A .NET library for generating unique device identifiers across Windows, Linux, and macOS platforms.
DeviceId is a .NET library that generates unique identifiers for computers by combining various hardware and software attributes. It solves the problem of reliably identifying devices across different operating systems (Windows, Linux, macOS) and hardware configurations, which is essential for software licensing, analytics, and device management.
.NET developers building applications that require device identification for licensing, analytics, or device management purposes, particularly those targeting multiple operating systems.
Developers choose DeviceId for its comprehensive cross-platform support, modular architecture that avoids unnecessary dependencies, and flexibility in selecting which device attributes to include in identifiers while maintaining backwards compatibility.
A simple library providing functionality to generate a 'device ID' that can be used to uniquely identify a computer.
Open-Awesome is built by the community, for the community. Submit a project, suggest an awesome list, or help improve the catalog on GitHub.
Supports Windows, Linux, and macOS with dedicated NuGet packages for platform-specific components, as shown in the quickstart package list and builder examples.
Uses a builder pattern to let developers pick only necessary hardware/software attributes, avoiding bloat, evidenced by methods like AddMachineName() and OnWindows() chains.
Provides automatic fallbacks for ARM64 Windows and ARM Linux where traditional identifiers fail, detailed in the ARM Architecture Support section with examples like AddProcessorId() fallbacks.
Includes DeviceIdManager to validate IDs across library versions, preventing license invalidation during updates, as demonstrated in the validation code snippet.
Version 6 split core functionality into multiple NuGet packages (e.g., DeviceId.Windows.Wmi), increasing setup complexity and dependency management overhead.
Some components like AddMotherboardSerialNumber() are missing on macOS, limiting uniform device ID generation across all supported OSes, as noted in the migration guide.
The README warns that DeviceIdManager APIs might be renamed or broken in future versions (v7), creating maintenance uncertainty for long-term projects.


TASK GOAL
Provide only the number of lines below that hold "chart".

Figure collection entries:
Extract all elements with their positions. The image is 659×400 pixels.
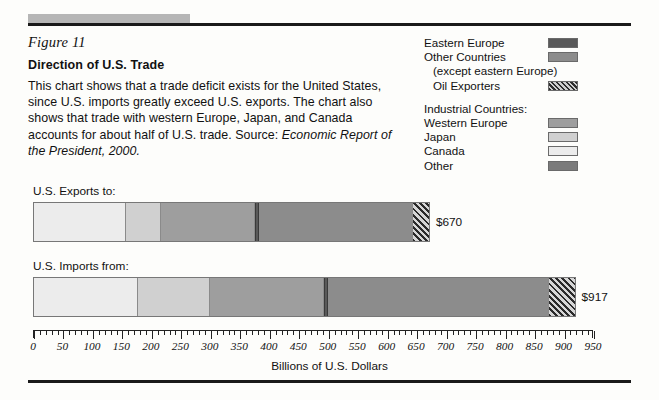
bar-segment-other-countries — [259, 203, 413, 241]
axis-tick-major — [34, 331, 35, 339]
axis-tick-minor — [128, 331, 129, 335]
axis-tick-major — [270, 331, 271, 339]
axis-tick-minor — [523, 331, 524, 335]
x-axis — [33, 330, 593, 338]
axis-tick-minor — [547, 331, 548, 335]
axis-tick-minor — [75, 331, 76, 335]
axis-tick-minor — [287, 331, 288, 335]
axis-tick-minor — [553, 331, 554, 335]
bar-segment-canada — [34, 203, 126, 241]
axis-tick-minor — [193, 331, 194, 335]
axis-tick-label: 550 — [349, 340, 366, 352]
chart-area: U.S. Exports to:$670U.S. Imports from:$9… — [0, 0, 659, 400]
axis-tick-label: 800 — [496, 340, 513, 352]
axis-tick-minor — [81, 331, 82, 335]
axis-tick-minor — [453, 331, 454, 335]
bar-segment-japan — [126, 203, 161, 241]
axis-tick-minor — [229, 331, 230, 335]
axis-tick-major — [565, 331, 566, 339]
axis-tick-minor — [217, 331, 218, 335]
axis-tick-minor — [311, 331, 312, 335]
axis-tick-major — [358, 331, 359, 339]
bar-segment-oil-exporters — [549, 278, 574, 316]
axis-tick-minor — [252, 331, 253, 335]
axis-tick-minor — [146, 331, 147, 335]
axis-tick-minor — [529, 331, 530, 335]
axis-tick-minor — [187, 331, 188, 335]
axis-tick-minor — [199, 331, 200, 335]
axis-tick-minor — [234, 331, 235, 335]
axis-tick-minor — [335, 331, 336, 335]
axis-tick-label: 50 — [57, 340, 68, 352]
axis-tick-minor — [352, 331, 353, 335]
axis-tick-minor — [317, 331, 318, 335]
axis-tick-minor — [541, 331, 542, 335]
axis-tick-minor — [470, 331, 471, 335]
axis-tick-label: 950 — [584, 340, 601, 352]
axis-tick-minor — [423, 331, 424, 335]
bar-caption-exports: U.S. Exports to: — [33, 184, 116, 198]
axis-tick-minor — [140, 331, 141, 335]
axis-tick-minor — [500, 331, 501, 335]
axis-tick-minor — [341, 331, 342, 335]
bottom-divider-rule — [28, 380, 631, 383]
axis-tick-minor — [264, 331, 265, 335]
axis-tick-major — [152, 331, 153, 339]
axis-tick-minor — [464, 331, 465, 335]
bar-segment-western-europe — [161, 203, 255, 241]
axis-tick-minor — [117, 331, 118, 335]
axis-tick-minor — [405, 331, 406, 335]
axis-tick-minor — [87, 331, 88, 335]
axis-tick-label: 100 — [83, 340, 100, 352]
bar-caption-imports: U.S. Imports from: — [33, 259, 129, 273]
axis-tick-label: 750 — [467, 340, 484, 352]
axis-tick-major — [388, 331, 389, 339]
stacked-bar-exports — [33, 202, 430, 242]
axis-tick-minor — [346, 331, 347, 335]
axis-tick-minor — [175, 331, 176, 335]
axis-tick-label: 700 — [437, 340, 454, 352]
axis-tick-major — [299, 331, 300, 339]
axis-tick-minor — [582, 331, 583, 335]
bar-total-label-imports: $917 — [582, 290, 608, 304]
axis-tick-major — [447, 331, 448, 339]
axis-tick-minor — [223, 331, 224, 335]
axis-tick-major — [211, 331, 212, 339]
axis-tick-minor — [370, 331, 371, 335]
axis-tick-minor — [576, 331, 577, 335]
bar-segment-other-countries — [328, 278, 549, 316]
axis-tick-minor — [394, 331, 395, 335]
axis-tick-label: 200 — [142, 340, 159, 352]
axis-tick-minor — [282, 331, 283, 335]
axis-tick-minor — [246, 331, 247, 335]
axis-tick-major — [329, 331, 330, 339]
axis-tick-minor — [482, 331, 483, 335]
axis-tick-label: 150 — [113, 340, 130, 352]
axis-tick-label: 500 — [319, 340, 336, 352]
axis-tick-minor — [58, 331, 59, 335]
axis-tick-minor — [588, 331, 589, 335]
axis-tick-minor — [134, 331, 135, 335]
axis-tick-minor — [99, 331, 100, 335]
axis-tick-label: 0 — [30, 340, 36, 352]
axis-tick-minor — [305, 331, 306, 335]
axis-tick-label: 900 — [555, 340, 572, 352]
bar-segment-canada — [34, 278, 138, 316]
axis-tick-label: 400 — [260, 340, 277, 352]
axis-tick-minor — [435, 331, 436, 335]
axis-tick-major — [594, 331, 595, 339]
axis-tick-label: 350 — [231, 340, 248, 352]
axis-tick-minor — [458, 331, 459, 335]
axis-tick-label: 300 — [201, 340, 218, 352]
bar-segment-western-europe — [210, 278, 324, 316]
axis-tick-minor — [111, 331, 112, 335]
axis-tick-label: 250 — [172, 340, 189, 352]
bar-total-label-exports: $670 — [436, 215, 462, 229]
stacked-bar-imports — [33, 277, 576, 317]
axis-tick-minor — [429, 331, 430, 335]
axis-tick-minor — [46, 331, 47, 335]
axis-tick-minor — [399, 331, 400, 335]
axis-tick-minor — [158, 331, 159, 335]
axis-tick-label: 650 — [408, 340, 425, 352]
axis-tick-minor — [293, 331, 294, 335]
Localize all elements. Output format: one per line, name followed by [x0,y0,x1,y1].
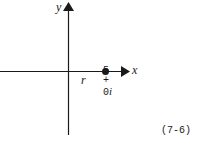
complex-plane-diagram: y x 5 + 0i r (7-6) [0,0,197,141]
x-axis-arrow-icon [121,66,130,77]
y-axis-label: y [56,1,61,13]
radius-label: r [81,74,86,86]
y-axis-arrow-icon [63,2,74,11]
equation-number: (7-6) [161,126,191,136]
imaginary-unit: i [109,85,112,97]
x-axis-label: x [132,64,137,76]
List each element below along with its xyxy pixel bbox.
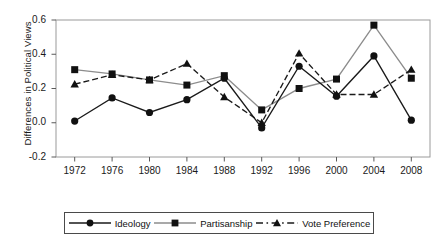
legend-label-vote-preference: Vote Preference [302, 218, 370, 229]
legend-swatch-square-icon [153, 217, 197, 229]
x-tick-label: 2008 [391, 165, 431, 176]
marker-partisanship [71, 66, 78, 73]
x-tick-label: 1976 [92, 165, 132, 176]
x-tick-label: 1984 [167, 165, 207, 176]
marker-partisanship [183, 82, 190, 89]
y-tick-label: 0.2 [20, 82, 46, 93]
marker-ideology [408, 117, 415, 124]
marker-vote-preference [295, 49, 303, 56]
y-tick-label: -0.2 [20, 151, 46, 162]
marker-ideology [109, 94, 116, 101]
marker-partisanship [258, 106, 265, 113]
marker-ideology [146, 109, 153, 116]
series-line-vote-preference [75, 53, 412, 122]
legend-swatch-circle-icon [68, 217, 112, 229]
marker-ideology [221, 75, 228, 82]
chart-figure: Differences in Political Views 0.60.40.2… [0, 0, 439, 243]
chart-legend: Ideology Partisanship Vote Preference [64, 212, 374, 234]
marker-partisanship [333, 76, 340, 83]
x-tick-label: 1972 [55, 165, 95, 176]
legend-item-vote-preference[interactable]: Vote Preference [255, 217, 370, 229]
legend-swatch-triangle-icon [255, 217, 299, 229]
marker-partisanship [408, 75, 415, 82]
marker-ideology [258, 124, 265, 131]
x-tick-label: 1988 [204, 165, 244, 176]
marker-vote-preference [407, 65, 415, 72]
y-tick-label: 0.0 [20, 116, 46, 127]
marker-partisanship [296, 85, 303, 92]
y-tick-label: 0.4 [20, 48, 46, 59]
marker-ideology [370, 52, 377, 59]
marker-ideology [183, 96, 190, 103]
x-tick-label: 1996 [279, 165, 319, 176]
legend-item-ideology[interactable]: Ideology [68, 217, 151, 229]
marker-ideology [296, 63, 303, 70]
x-tick-label: 1992 [242, 165, 282, 176]
marker-ideology [333, 93, 340, 100]
plot-frame [56, 20, 430, 157]
y-tick-label: 0.6 [20, 14, 46, 25]
plot-area [0, 0, 439, 243]
legend-label-partisanship: Partisanship [200, 218, 252, 229]
marker-partisanship [370, 22, 377, 29]
marker-ideology [71, 117, 78, 124]
legend-item-partisanship[interactable]: Partisanship [153, 217, 252, 229]
x-tick-label: 1980 [130, 165, 170, 176]
legend-label-ideology: Ideology [115, 218, 151, 229]
x-tick-label: 2000 [317, 165, 357, 176]
x-tick-label: 2004 [354, 165, 394, 176]
series-line-partisanship [75, 25, 412, 110]
marker-vote-preference [183, 59, 191, 66]
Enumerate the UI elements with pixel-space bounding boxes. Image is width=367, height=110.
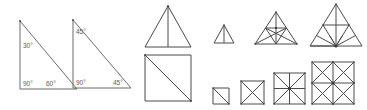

WRITTEN ANSWER
3